[Brief] The line containing "reading: 3.3 cm" marks the start. Restate it and every following line through the end of the records exactly, and nothing else, leaving out the pictures.

%%

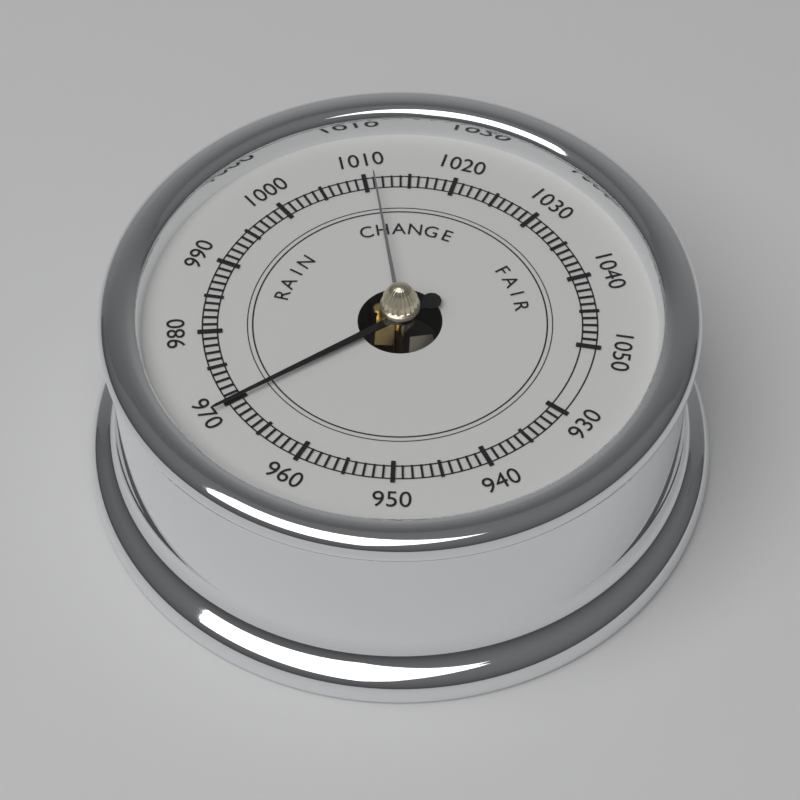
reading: 970 (no unit)
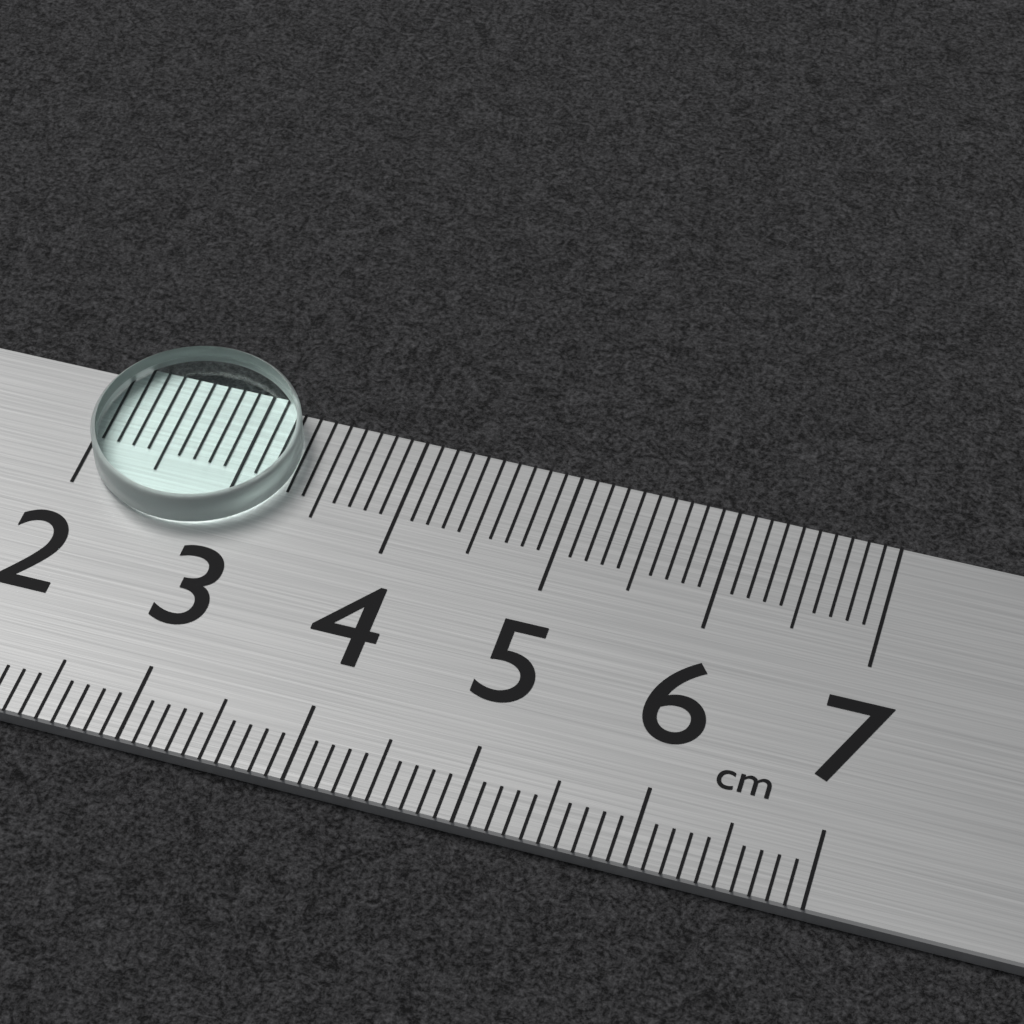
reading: 3.3 cm
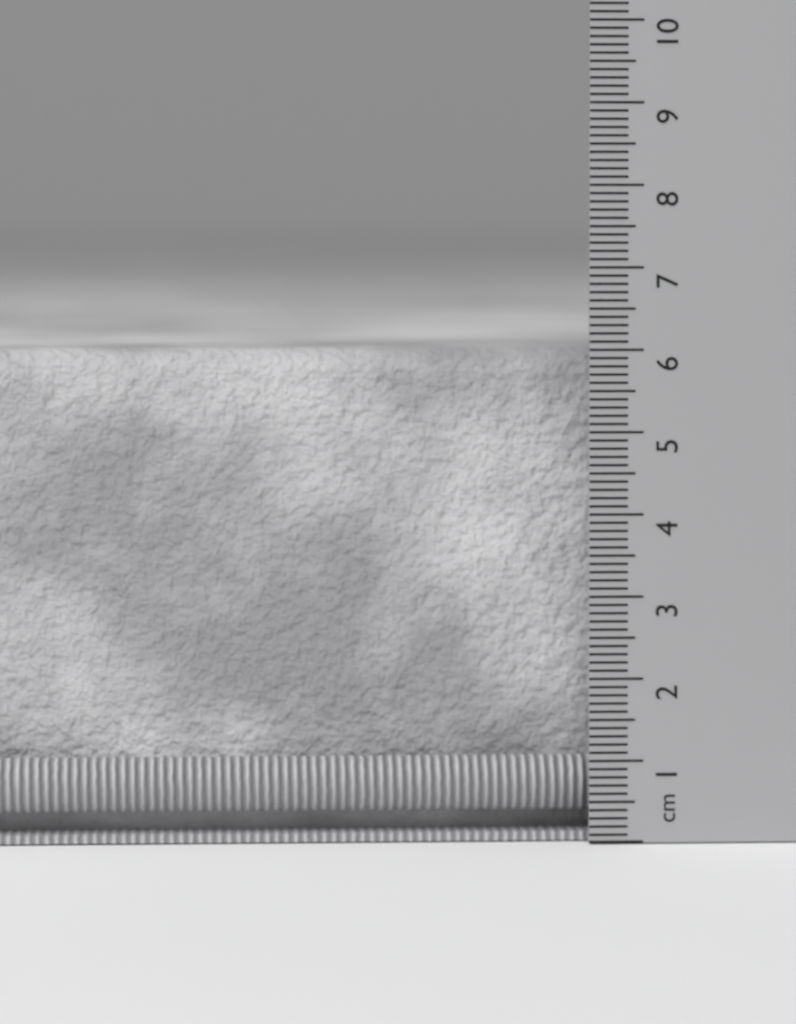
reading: 6.0 cm
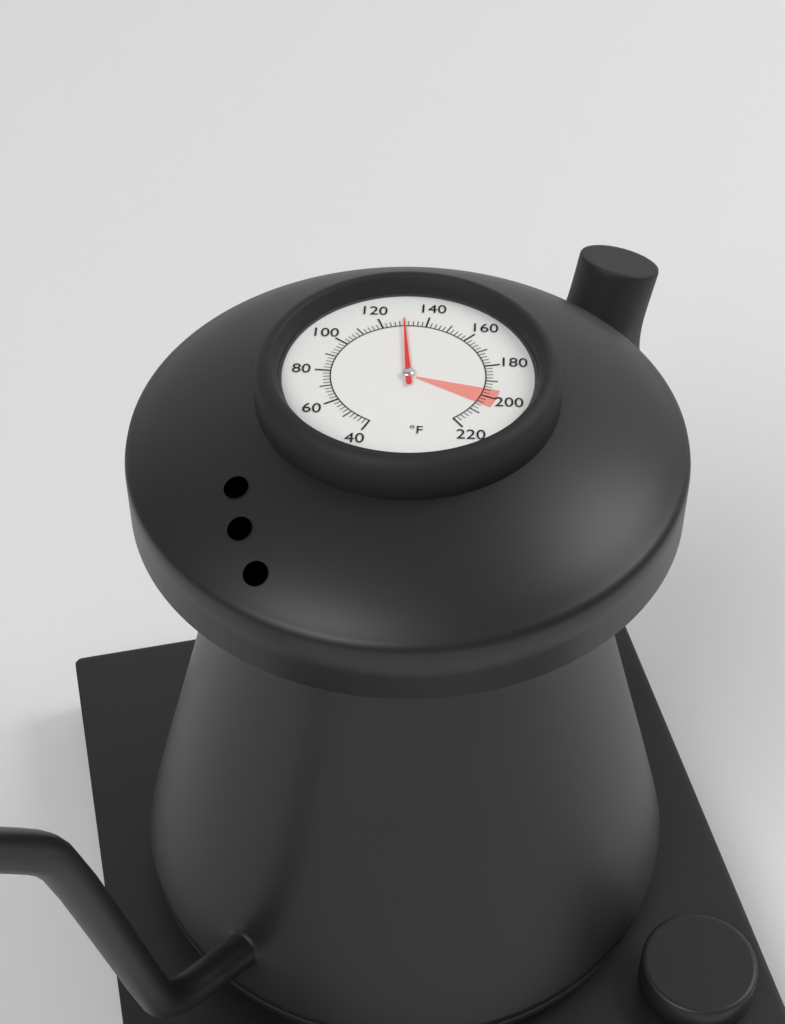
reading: 130 °F
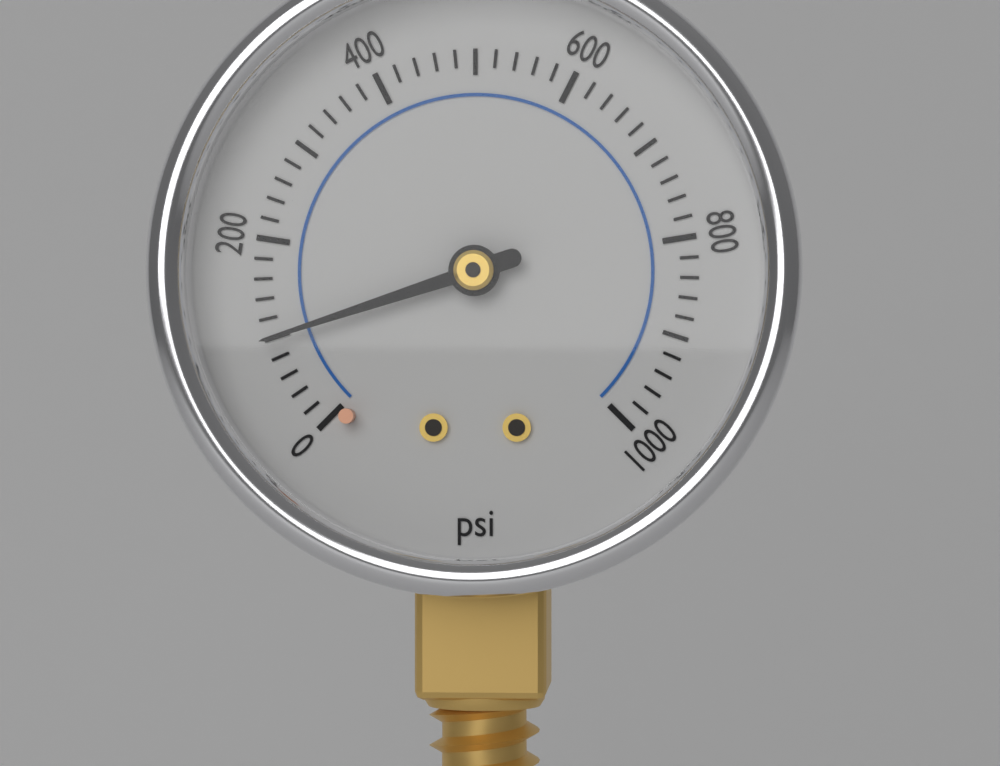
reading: 100 psi
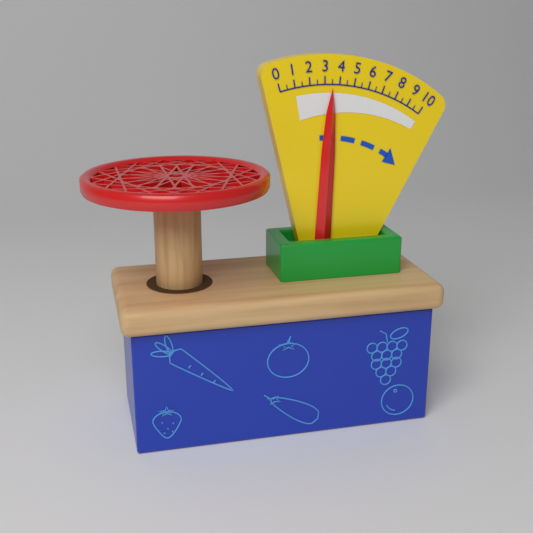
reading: 3.5 (no unit)
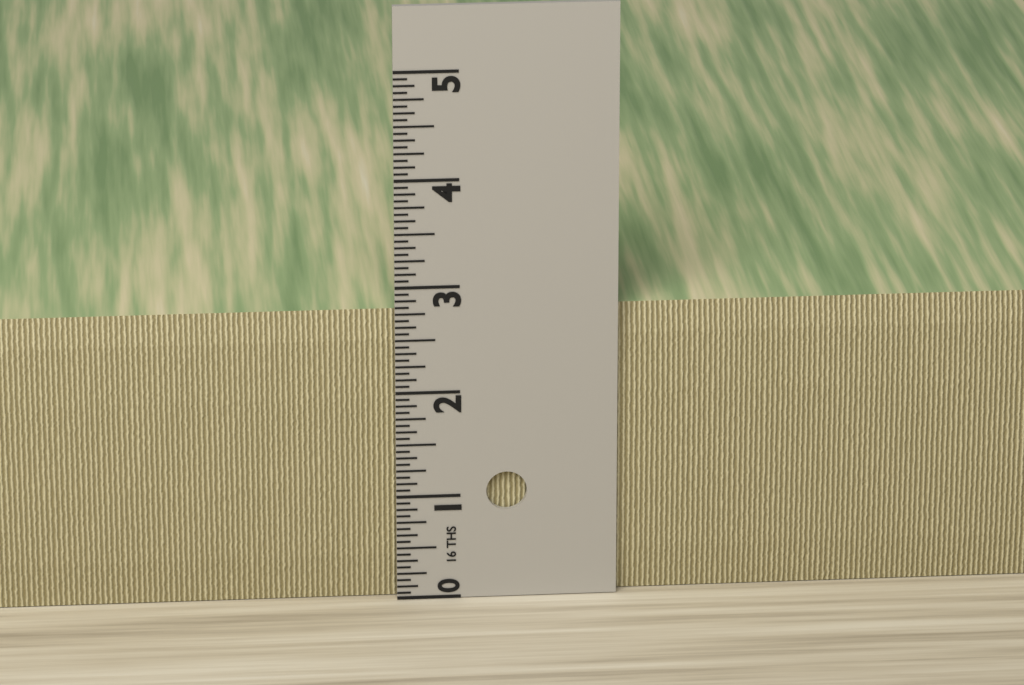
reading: 2.7500 in
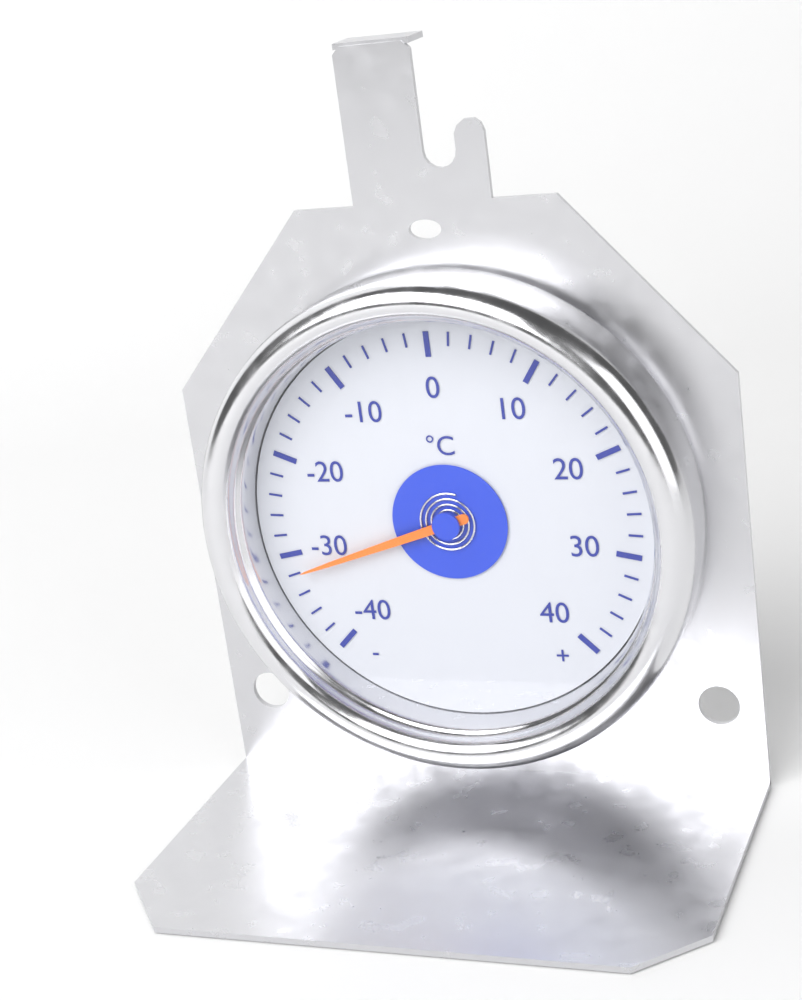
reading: -32 °C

%%

[Result of the exercise]
reading: 3.3 cm
reading: 6.0 cm
reading: 130 °F
reading: 100 psi
reading: 3.5 (no unit)
reading: 2.7500 in
reading: -32 °C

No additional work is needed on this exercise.